Five players from the Central Piedmont Conference suited up for the West, including East Forsyth’s Jaelon Maxie and AJ Hall, West Forsyth’s Chauncey Hill and Reagan’s Sage Costen. The West head coach was East Forsyth’s Todd Willert.
Hendrix is a young man of very few words. Very few. He’s just a total football player and great teammate. While he’s remarkably laid back, he was a mauler between the lines. He put up 130 tackles as a varsity sophomore, 182 as a junior and 203 as a senior. He owns the 2-3 spots in the Davie record book for season tackles, trailing only James Boyle’s 206 from 2016. He’s No. 1 in career tackles with 523, followed by Boyle at 497.
“Usually people who have Cody’s talents are loud about it,” Devericks said. “But Cody wasn’t. Cody’s a very humble person. He doesn’t say a whole lot. He had tremendous work ethic day in and day out.”
Even though Hendrix played a full travel baseball schedule during his high-school summers, he found a way to squeeze in all his football workouts.
“And didn’t miss one thing that we had for football,” Devericks said. “He sacrificed his personal time for the benefit of others.”
During practices leading up to the all-star game, Willert quickly realized that Hendrix should have been a West member from day one. A guy dropped out and Hendrix was a late add-on. Talk about bringing in a ringer.

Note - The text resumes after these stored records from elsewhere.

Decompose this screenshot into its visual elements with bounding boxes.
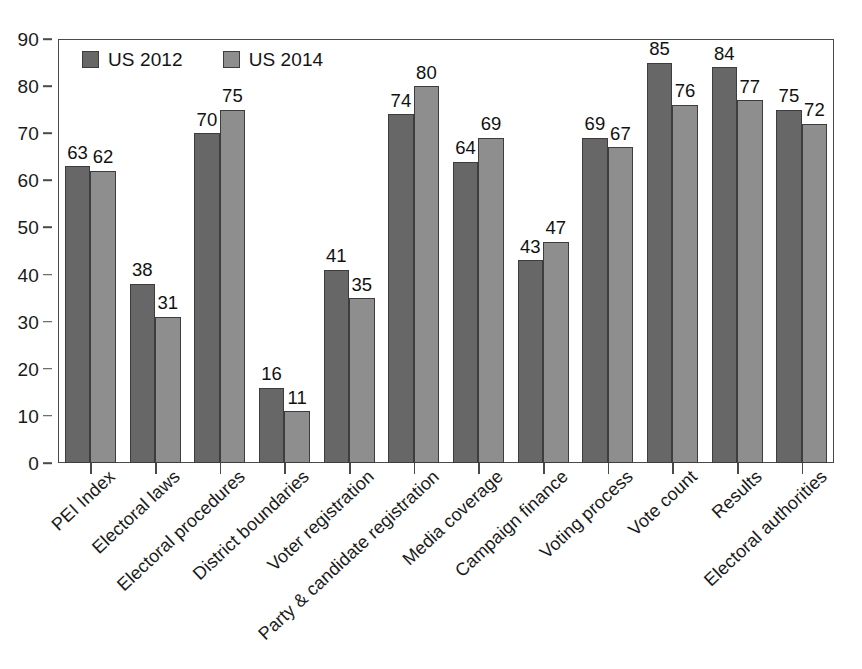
bar-group: 8477 <box>712 39 763 463</box>
y-tick-mark <box>43 85 52 87</box>
bar-group: 6967 <box>582 39 633 463</box>
y-tick-label: 20 <box>17 359 39 378</box>
bar <box>220 110 246 463</box>
bar <box>776 110 802 463</box>
bar-group: 4135 <box>324 39 375 463</box>
y-tick-mark <box>43 321 52 323</box>
y-tick-mark <box>43 415 52 417</box>
bar <box>712 67 738 463</box>
x-axis-category-labels: PEI IndexElectoral lawsElectoral procedu… <box>58 467 858 667</box>
bar-group: 7075 <box>194 39 245 463</box>
x-category-label: Vote count <box>625 467 700 539</box>
bar-group: 6469 <box>453 39 504 463</box>
y-tick-mark <box>43 132 52 134</box>
bar <box>737 100 763 463</box>
legend-label: US 2014 <box>249 50 324 69</box>
x-category-label: Electoral authorities <box>701 467 830 589</box>
x-category-label: Campaign finance <box>452 467 572 580</box>
y-tick-label: 70 <box>17 124 39 143</box>
x-category-label: District boundaries <box>190 467 313 583</box>
bar-chart: 0102030405060708090 63623831707516114135… <box>0 0 862 669</box>
y-tick-label: 30 <box>17 312 39 331</box>
bar <box>582 138 608 463</box>
bar-value-label: 80 <box>408 64 446 83</box>
y-tick-mark <box>43 180 52 182</box>
bar <box>284 411 310 463</box>
y-tick-mark <box>43 274 52 276</box>
bar-value-label: 85 <box>641 40 679 59</box>
bar-value-label: 31 <box>149 294 187 313</box>
legend-label: US 2012 <box>108 50 183 69</box>
y-tick-mark <box>43 227 52 229</box>
bar-value-label: 47 <box>537 219 575 238</box>
legend-item: US 2012 <box>82 50 183 69</box>
legend-item: US 2014 <box>223 50 324 69</box>
bar <box>194 133 220 463</box>
y-tick-mark <box>43 38 52 40</box>
bar-value-label: 35 <box>343 276 381 295</box>
chart-legend: US 2012US 2014 <box>82 50 323 69</box>
y-tick-label: 80 <box>17 77 39 96</box>
y-tick-label: 0 <box>28 454 39 473</box>
bar-group: 4347 <box>518 39 569 463</box>
bar <box>414 86 440 463</box>
bar-value-label: 41 <box>318 247 356 266</box>
bar-value-label: 38 <box>124 261 162 280</box>
bar-value-label: 16 <box>253 365 291 384</box>
bar-group: 7480 <box>388 39 439 463</box>
bar-value-label: 11 <box>278 389 316 408</box>
y-tick-label: 60 <box>17 171 39 190</box>
bar-group: 8576 <box>647 39 698 463</box>
bar <box>543 242 569 463</box>
bar <box>324 270 350 463</box>
y-tick-mark <box>43 462 52 464</box>
bar-value-label: 75 <box>214 87 252 106</box>
plot-area: 6362383170751611413574806469434769678576… <box>58 39 834 463</box>
y-tick-label: 50 <box>17 218 39 237</box>
bar <box>518 260 544 463</box>
bar-value-label: 62 <box>84 148 122 167</box>
y-tick-label: 90 <box>17 30 39 49</box>
bar <box>478 138 504 463</box>
bar-value-label: 77 <box>731 78 769 97</box>
y-tick-label: 10 <box>17 406 39 425</box>
bar-group: 3831 <box>130 39 181 463</box>
bar <box>608 147 634 463</box>
bar <box>802 124 828 463</box>
legend-swatch-icon <box>223 51 240 68</box>
y-tick-mark <box>43 368 52 370</box>
bar-group: 7572 <box>776 39 827 463</box>
x-category-label: Electoral procedures <box>113 467 247 594</box>
y-axis: 0102030405060708090 <box>0 39 52 463</box>
y-tick-label: 40 <box>17 265 39 284</box>
bar <box>349 298 375 463</box>
bar <box>388 114 414 463</box>
legend-swatch-icon <box>82 51 99 68</box>
bar <box>453 162 479 464</box>
bar-value-label: 67 <box>602 125 640 144</box>
bar-group: 6362 <box>65 39 116 463</box>
bar <box>672 105 698 463</box>
bar <box>647 63 673 463</box>
bar-group: 1611 <box>259 39 310 463</box>
bar <box>90 171 116 463</box>
bar-value-label: 69 <box>472 115 510 134</box>
bar <box>65 166 91 463</box>
bar <box>155 317 181 463</box>
x-category-label: Results <box>709 467 766 522</box>
bar-value-label: 76 <box>666 82 704 101</box>
bar-value-label: 72 <box>796 101 834 120</box>
bar-value-label: 84 <box>706 45 744 64</box>
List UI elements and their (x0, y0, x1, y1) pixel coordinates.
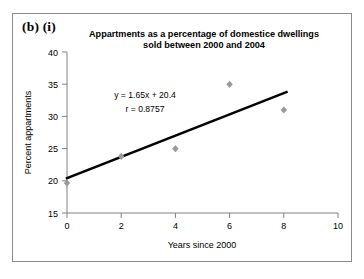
correlation-label: r = 0.8757 (126, 104, 165, 114)
y-tick-labels: 15 20 25 30 35 40 (48, 48, 58, 219)
x-tick-label-2: 2 (119, 221, 124, 231)
data-point-marker (172, 145, 178, 152)
y-tick-label-35: 35 (48, 80, 58, 90)
y-tick-label-15: 15 (48, 209, 58, 219)
x-tick-label-0: 0 (64, 221, 69, 231)
y-tick-label-20: 20 (48, 176, 58, 186)
y-axis-title: Percent appartments (23, 90, 33, 174)
y-axis-ticks (62, 52, 67, 213)
x-tick-label-8: 8 (281, 221, 286, 231)
x-tick-label-10: 10 (333, 221, 343, 231)
x-tick-label-4: 4 (173, 221, 178, 231)
trendline (67, 92, 287, 178)
trendline-equation-label: y = 1.65x + 20.4 (114, 90, 176, 100)
x-tick-labels: 0 2 4 6 8 10 (64, 221, 343, 231)
x-axis-ticks (67, 213, 338, 218)
figure-root: (b) (i) Appartments as a percentage of d… (0, 0, 364, 279)
y-tick-label-30: 30 (48, 112, 58, 122)
scatter-plot: 15 20 25 30 35 40 0 2 4 6 8 10 Years sin… (0, 0, 364, 279)
x-tick-label-6: 6 (227, 221, 232, 231)
data-point-marker (226, 81, 232, 88)
x-axis-title: Years since 2000 (168, 240, 237, 250)
data-point-marker (281, 106, 287, 113)
y-tick-label-40: 40 (48, 48, 58, 58)
y-tick-label-25: 25 (48, 144, 58, 154)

“I said: ‘We played (Davie) and this guy was a dude,” Willert said. “I remember scheming against him. He was the one guy we schemed against. Gosh, if we weren’t just blessed to pick him up. My linebacker coach called to get him. He called (Devericks). (Devericks) said: ‘He’s working on the farm right now. We’ve got to see if we can find him and if he wants to play.’ I’m thinking: ‘That’s the kind of guys we want.’ We want blue-collar kids on this team. Great kids and high-character kids. Honestly, that helped us win the game. When it got tough in the third quarter, the guys bucked up and made some great plays. And Cody was a big part of that with his touchdown.”
Hendrix was the 20th Davie Rebel/War Eagle to play in the East-West game. The others: John Grimes (1961), Ed Bowles (1962), Ronnie Spry (1966), Edgar Osborne (1967), Randall Ward (1967), Fred Bailey (1968), Allan Barger (1970), Chris Jacobs (1984), Andre Frost (1989), Sam Stovall (2003), Ryan Boehm (2005), Reshaun Parks (2006), Garrett Benge (2008), James Mayfield (2009), Zach Long (2010), Adam Smith (2012), Ben Ellis (2016), Chris Reynolds (2017) and Boyle (2017).
Since he doesn’t have certain qualities that college coaches cherish – he only received interest from Division-IIs and IIIs – the 6-0, 205-pound Hendrix has put on the pads for the last time.
“Averett, East Tennessee State and St. Andrews showed interest,” Hendrix said. “Guilford was really the only one that was real heavy on me. Wingate had a preferred walk-on spot. I decided to hang the cleats up, but it was good to get back at it one more time.”
The best part of all-star week? “Meeting guys from 1-A up to 4-A, playing with some of the best guys in the state and making a lot of new friends,” he said.
To say Hendrix will be missed this fall is a terrible understatement. Davie football in ‘18 will not be the same without No. 42 making 17 tackles a game. He laced ‘em up one last time at Grimsley, and lo and behold, the guy who turned three career varsity interceptions into three pick-6s got his hands on the ball and put the icing on the cake.
“He played a great game and what a great kid,” Willert said. “I got to know him personally and got to know his family. The best thing about this all-star game was I got to know the kids. His family was very thankful that he got added on. The greatest thing I took out of this all-star game was how thankful the players and parents were.”